A flat world full of opportunities — according to Thomas Friedman, “flattening of the world means ... that we are now connecting all the knowledge centres of the planet together into a single global network. ... It is now possible for more people to collaborate and compete in real time with more other people, on more kinds of work, from more different corners of the planet ….To an employee seeking work this description translates itself into a world full of opportunities.” Individuals are no longer restricted by geography and will be part of a global skillpool with employment sourcing options available from all over the planet.

Job descriptions will undergo a paradigm shift — today companies seek technology/business skill as the first level of eligibility and define the ‘soft skills’ as secondary.
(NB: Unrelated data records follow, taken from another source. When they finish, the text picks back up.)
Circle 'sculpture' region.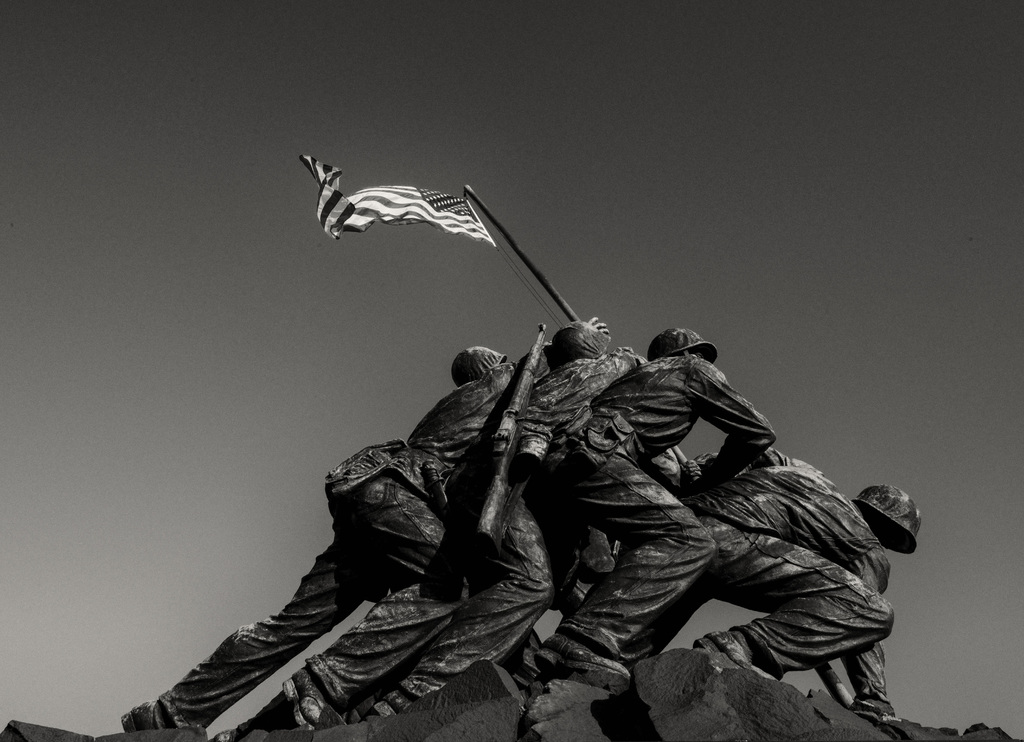
Region: l=150, t=183, r=916, b=724.
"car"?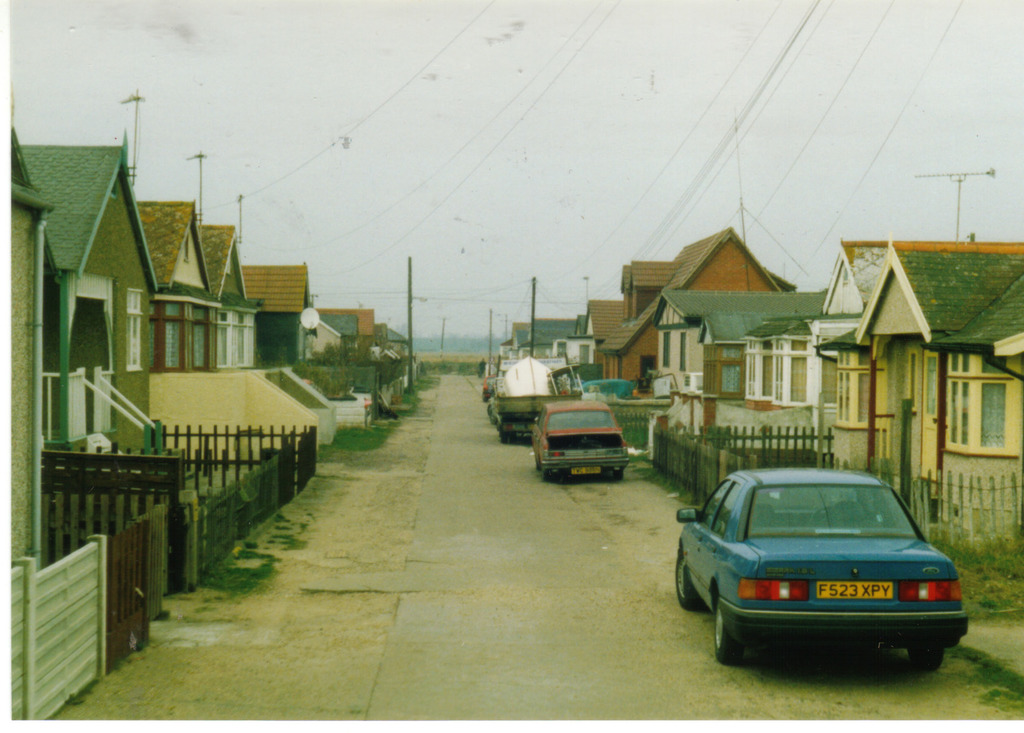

In future, enterprises will look for soft skills, such as excellent communication, programme management, analytical skills and attitudinal behaviours as the primary requisite and treat the tech/business skill as trainable.

Step 3: High-genes of engagement will change dramatically

Faster expectation cycles — if you think it’s tough to manage your employee’s expectations today, then you may want to take an early voluntary retirement as things will only get tougher. With skillpool crunch and employee-opportunity ratio rising each passing day, what is good enough today will become a ‘hygiene factor’ tomorrow. This would require organisations to continuously think ahead. Business, on the other hand, is going to demand a higher level of specialisation and thus the strain on the existing pool is going to be more. Therefore, shorter cycles would be the norm for any programme to give results.

Policies have to be diverse, not unified. Today companies can afford to have a unified charter for all their processes and follow an industrial approach to management. But with a more globally diversified workforce, governing policies will have to be flexible and diverse enough to accommodate all demographic and social demands.

Cultural amalgamation. Many companies face this challenge when they acquire new clients and along with them, usually, a new set of people. Sometimes such clients wants a single point of responsibility for the job and therefore make it mandatory for their staff involved in that particular area to be acquired by the service company. Called “re-badging”, this exercise can be a mind-boggler for companies not prepared or have robust people management and transition metrics in place.

To meet this challenge, a transition module for these ‘re-badged’ employees needs to be created; one of the parameters of success, including organisational cultural amalgamation of the new employees and hybrid policies. This will be a key determinant for the success in the NextGen customer acquisition cycle.

Peer into their lives. Today an employee is basically influenced by two main groups — his colleagues and his family. But the coming times with deep Internet proliferation will result in creation of virtual peer groups. We are alr eady seeing that take shape in some form with online CUGs (closed user groups) on technology thriving; in the next future, this phenomena will only inflate and hence will become a key piece in the employee influencer jigsaw.

Creating global offices. What will compound matters are the two ends of a people scale in most organisations. On one side will be the employees in geographies other than in the headquarters. On the other will be employees in the R 16;home country’ but working to global time-zones. Each group can get isolated, if not backed by a well-oiled HR management system.

To effectively address these challenges, the key will be to create diverse, yet individualised, policies with an organisational vision. Organisations would need to look beyond compensation and perks and create an environment which will transform for the NextGen employee’s ideas into profitable ventures. Indeed, the key to hold tomorrow’s employee lies in creating a culture of “ownership” for him. This will make the NextGen employee stay engaged, unleash his potential, achieve self-satisfaction and create value for the organisation.